The Earth’s rotation rate is actually slowing down and the speed at which the Moon orbits is speeding up. It is not changing much. Our days will be a second longer 40,000 years from now and if our Sun were to burn long enough the Moon’s orbit and our rotation would eventually synchronize. A lunar month would equal a solar day. This is because of tides. We think of tides as a seaside phenomena, but the Moon pulls on the waters mid-ocean as well. In fact the Moon also pulls on the rocks in our planet, flexing and distorting our crust twice a day, each and every day. This flexing of rocks from the tidal effect works like friction, slowing down our rotation and every century adding 2.3 ms to each day. But tides are not the only thing affecting the Earth’s rotation rate.

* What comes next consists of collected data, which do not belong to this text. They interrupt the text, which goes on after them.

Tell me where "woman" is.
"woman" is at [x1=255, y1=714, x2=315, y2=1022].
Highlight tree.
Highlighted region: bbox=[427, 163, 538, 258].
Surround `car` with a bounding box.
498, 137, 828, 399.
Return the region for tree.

The Earth is changing its shape and has been since the end of the ice age. With glaciers retreating, continents, especially near the poles, have undergone rebound and are rising up. This changes the rate of our rotation in the same way a spinning ice skater can change their spin rate by pulling in their arms. This speeds our day up by −0.6 ms per day per century. Tidal and post-glacial rebound combine to give a slowing of 1.7 ms per day per century. That does not sound like much, but it adds up. The year 1900, which was taken as the standard year, is now a century ago, which means our days are now 1.9 ms longer than in 1900, and by 2100 they will be 3.4 ms longer. Presently that 1.9 ms adds up to a whole second after about 526 days at which point we need to add a leap second to our clocks. The rate of correction will only increase.
In addition there are other things going on that have less predictable effects. For example the Indonesian earthquake in 2004, which led to a tsunami, shifted enough mass under the Indian Ocean to effect the Earth’s rotation rate by 2.68 μ s. When the winds pick up for El Niño, the Earth slows down. When ocean levels change and their mass moves, these changes are measurable, but have somewhat erratic effects on the length of day. This is why
the adding of leap seconds to our clocks is sporadic. It starts to make one think that the rotation rate of the Earth might not be the best way, the ultimate way, of measuring time.

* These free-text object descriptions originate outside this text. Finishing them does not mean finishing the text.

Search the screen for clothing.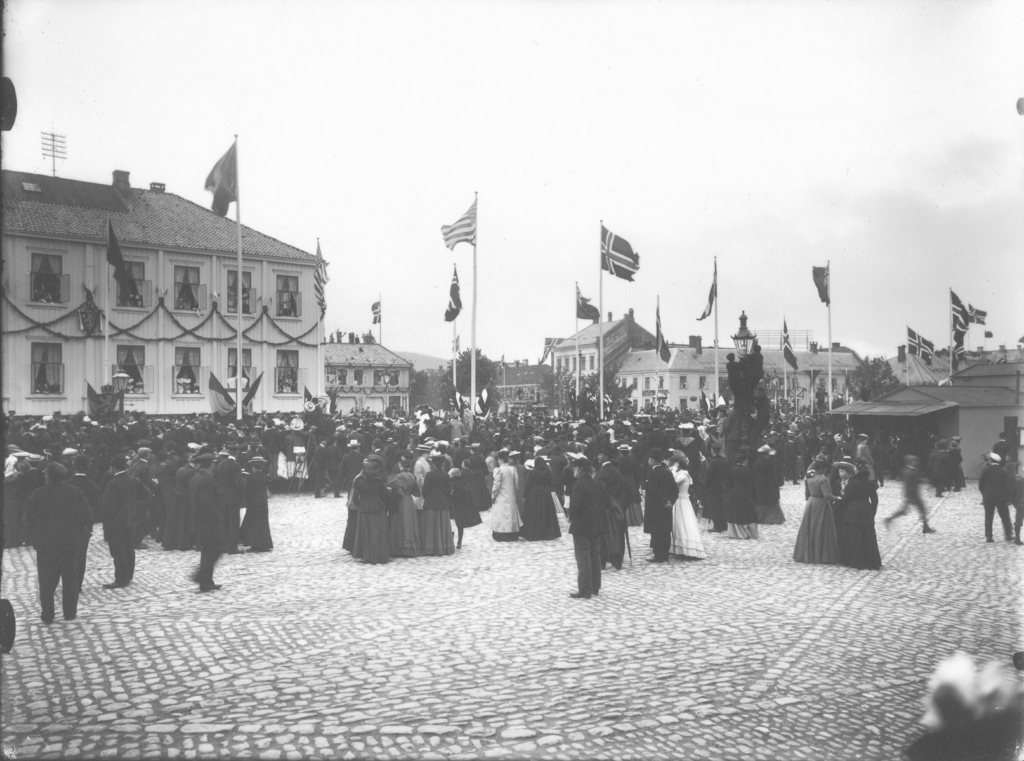
Found at 160,458,189,550.
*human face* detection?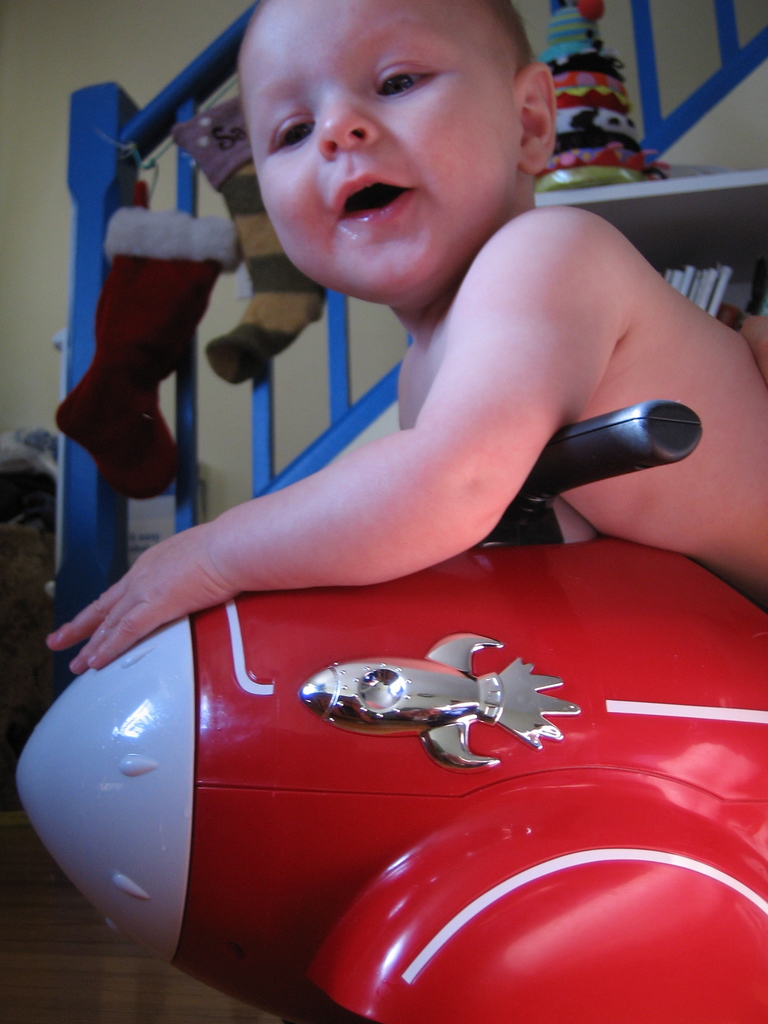
236 0 524 293
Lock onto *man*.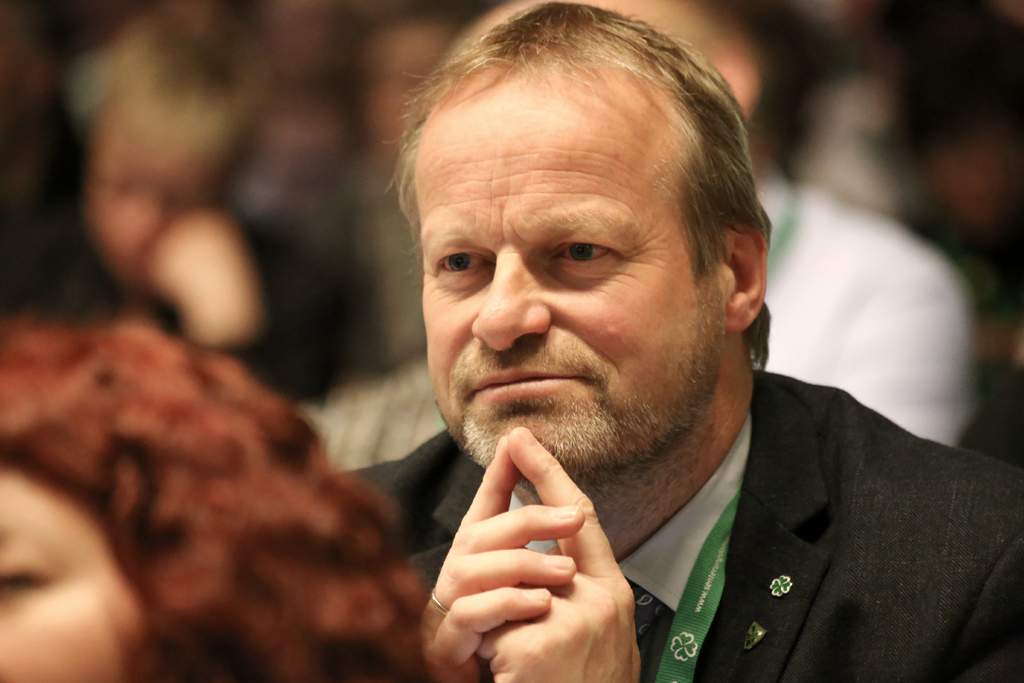
Locked: Rect(368, 0, 969, 462).
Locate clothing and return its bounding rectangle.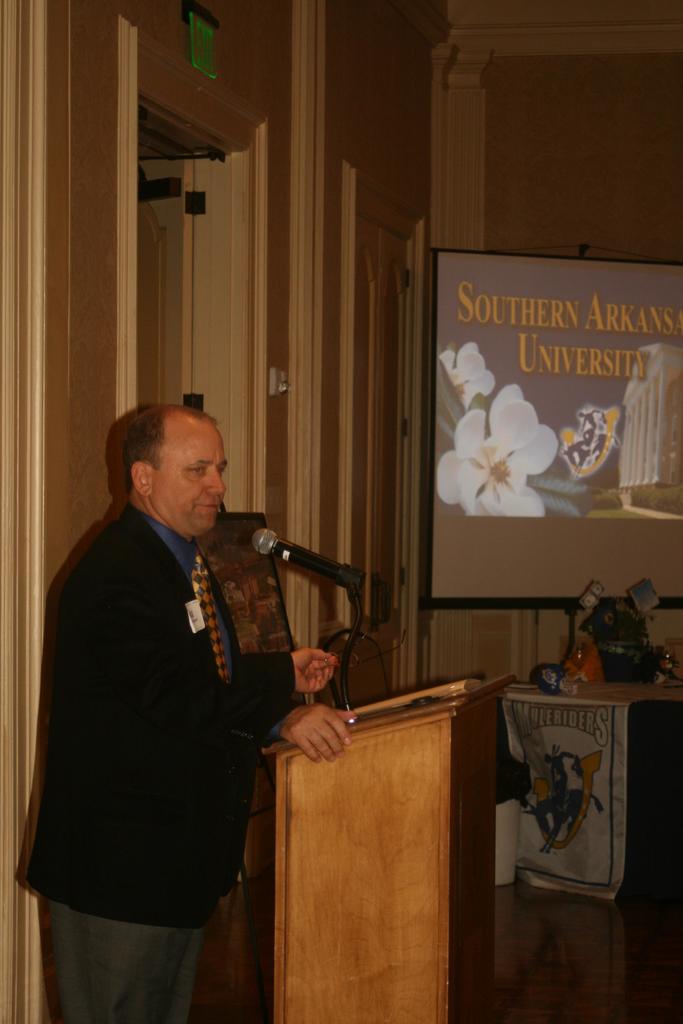
select_region(33, 452, 334, 970).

We need to go back to the question of what does it mean to say that we have a good clock? It means that when this clock marks out a day or a second it is the same amount of time as the next day or second that it marks. But that does not tell us how we know. The way we know that a clock design is good is to build a bunch of independent clocks, start them together and see how they vary after a while. If we have ten clocks of one design and after a day they vary by an hour, that is not a good design. However if after a year they very by a tenth of second, that is a much better timepiece.
Through the centuries, horology, the study of the measurement of time, has devised a number of techniques for building clocks. These include the chronometers used to solve the longitude problem of navigation. Every generation created more and more accurate clocks. Today the gold standard of horology is a type of atomic clock called the cesium-fountain clock. The title of the best clock is a coveted prize and is constantly shifting between various national standards institutions and observatories throughout the world. In fact, we can only determine how good a clock is by comparing it to other accurate clocks. In the US, there are cesium-fountain clocks at the Naval Observatory and the National Institute of Standards and Technology. In Germany there is one at the Physikalisch-Technische Bundesanstalt. In the UK the National Physical Laboratory hosts NPL-CsF2, which at this time is the best clock on Earth, accurate to 2.3 × 10−16 or 10−11 seconds a day. Another way of think about that is if you had two clocks like NPL-CsF2 and set them going, after about 100 million years they would differ by no more than about a second. If you had started these clocks at the time of the Big Bang, they would now differ by no more than two minutes.